More than 100,000 artifacts from Egypt’s rich history will be housed in the Great Egyptian Museum, which is currently nearing completion at a site west of Cairo near the Pyramids of Giza.

These include the 5,400 treasures buried with Tutankhamun over 3,300 years ago, including his iconic death mask, which will finally rest in their place after decades of touring the world.

However, the Rosetta Stone, the key to understanding it all, will remain in the UK.

When the stone was brought back to England from the French in 1801, British generals chose to regard it and 20 other stones as “the proud trophies of British weapons – not plundered from the hands of the defenseless inhabitants, but by the luck of war. Gloriously obtained.”

The British Museum’s exhibition will feature French surrender documents on loan from the National Archives in the UK, and will be on display for the first time. A spokesman for the British Museum said it was “a legal agreement which includes the transfer of the Rosetta Stone to the UK…as a diplomatic gift…signed by all parties; representatives of the Egyptian, French and British governments.”

Ms. Baketenhor’s carton and mummy. (Tyne and Wear Archives and Museum)

Today, the Egyptian government may have reason to question the depiction of Ottoman army officers as the legitimate custodians of Egypt’s heritage.

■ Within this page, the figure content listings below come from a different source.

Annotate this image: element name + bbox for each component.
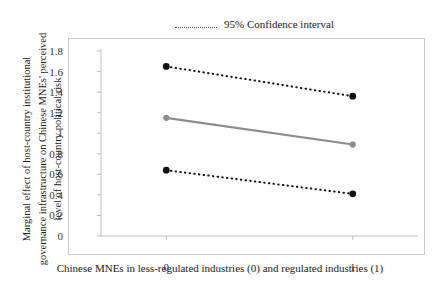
y-tick-label: 0.8 — [49, 148, 69, 160]
x-axis-caption: Chinese MNEs in less-regulated industrie… — [0, 262, 440, 274]
y-axis-title-line-1: Marginal effect of host-country institut… — [19, 33, 35, 266]
chart-root: Marginal effect of host-country institut… — [0, 0, 440, 295]
series-line-0 — [166, 66, 352, 96]
y-axis-title-line-2: governance infrastructure on Chinese MNE… — [34, 33, 50, 266]
series-line-2 — [166, 170, 352, 194]
y-tick-label: 1.2 — [49, 107, 69, 119]
y-tick-label: 1.8 — [49, 45, 69, 57]
y-tick-label: 0 — [58, 230, 70, 242]
y-tick-label: 0.4 — [49, 189, 69, 201]
series-line-1 — [166, 118, 352, 145]
chart-frame: 00.20.40.60.811.21.41.61.801 — [68, 38, 425, 255]
legend-item-label: 95% Confidence interval — [224, 18, 334, 30]
series-marker-2 — [163, 167, 170, 174]
y-tick-label: 1.4 — [49, 86, 69, 98]
legend-dotted-line-icon — [175, 27, 217, 28]
series-marker-1 — [350, 141, 356, 147]
y-tick-label: 1 — [58, 127, 70, 139]
plot-canvas — [69, 39, 424, 254]
plot-area: 00.20.40.60.811.21.41.61.801 — [69, 39, 424, 254]
y-tick-label: 0.2 — [49, 209, 69, 221]
series-marker-0 — [349, 93, 356, 100]
y-tick-label: 1.6 — [49, 66, 69, 78]
series-marker-2 — [349, 190, 356, 197]
y-tick-label: 0.6 — [49, 168, 69, 180]
series-marker-0 — [163, 63, 170, 70]
series-marker-1 — [163, 115, 169, 121]
chart-legend: 95% Confidence interval — [175, 18, 334, 30]
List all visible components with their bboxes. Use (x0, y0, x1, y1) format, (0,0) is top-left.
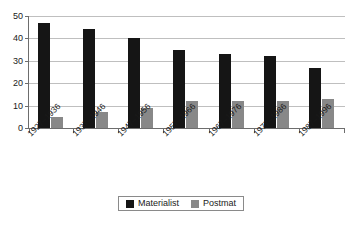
legend-entry-postmat: Postmat (191, 199, 236, 208)
legend-label: Postmat (203, 199, 236, 208)
chart-legend: Materialist Postmat (118, 196, 244, 211)
y-axis-tick-label: 40 (13, 34, 23, 43)
x-axis-label-cell: 1947–1956 (118, 130, 163, 178)
bar-postmat (51, 117, 63, 128)
legend-swatch-icon (126, 200, 134, 208)
y-axis-tick-label: 10 (13, 101, 23, 110)
x-axis-label-cell: 1957–1966 (163, 130, 208, 178)
y-axis-tick-label: 20 (13, 79, 23, 88)
legend-entry-materialist: Materialist (126, 199, 179, 208)
y-axis-tick-label: 50 (13, 12, 23, 21)
bar-chart: 01020304050 1927–19361937–19461947–19561… (0, 0, 353, 225)
x-axis-labels: 1927–19361937–19461947–19561957–19661967… (28, 130, 344, 178)
x-axis-label-cell: 1937–1946 (73, 130, 118, 178)
y-axis-tick-label: 0 (18, 124, 23, 133)
x-axis-label-cell: 1987–1996 (299, 130, 344, 178)
x-axis-tick (344, 128, 345, 133)
legend-swatch-icon (191, 200, 199, 208)
y-axis-tick-label: 30 (13, 56, 23, 65)
x-axis-label-cell: 1967–1976 (209, 130, 254, 178)
x-axis-label-cell: 1927–1936 (28, 130, 73, 178)
legend-label: Materialist (138, 199, 179, 208)
x-axis-label-cell: 1977–1986 (254, 130, 299, 178)
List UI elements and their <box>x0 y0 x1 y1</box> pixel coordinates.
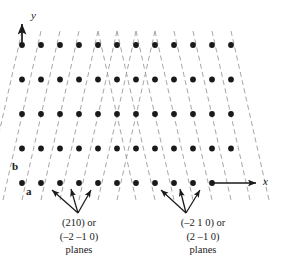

Of course, there was no consideration at the time as to whether the Rosetta Stone and other antiquities should remain in Egypt, a question that is increasingly acute today in an era of mounting pressure on Western institutions such as the British Museum. Return the spoils of imperial wars and adventures.

“The only thing I would say is that working closely with the museum’s Egyptian curators was not a priority for many of them,” Regulski said. “I find it a little sad that our relationship is structured in this way, about whether to return the item, because our relationship with our Egyptian colleagues is so much more than individual items going to this place or that.

“This is a celebration of ancient Egypt, where there is still so much to do, so much to learn, research and collaborate on, which is a positive thing to watch.”

The public’s fascination with ancient Egypt stemmed from the discovery of the Rosetta Stone, the most visited object in the British Museum, and “the strong visual appeal of a culture that has left behind such a well-preserved, monumental presence,” This is something that some other ancient cultures did not have.

“I think the average visitor to the museum is drawn to this highly visual art culture, including the writing system itself. For example, if you compare it to cuneiform, you would prefer hieroglyphics because it’s so beautiful , so visually appealing. I think that’s what draws people in and encourages them to learn more about the culture.”

Of course, the British Museum hopes this exhibition will be one of its most popular to date, and it will chart the journey from the initial efforts of medieval Arab travelers and Renaissance scholars to deciphering hieroglyphs, to Champollion’s victory in 1822 .

Hieroglyphics: Unlocking Ancient Egypt is on view at the British Museum from 13 October 2022 to 19 February 2023.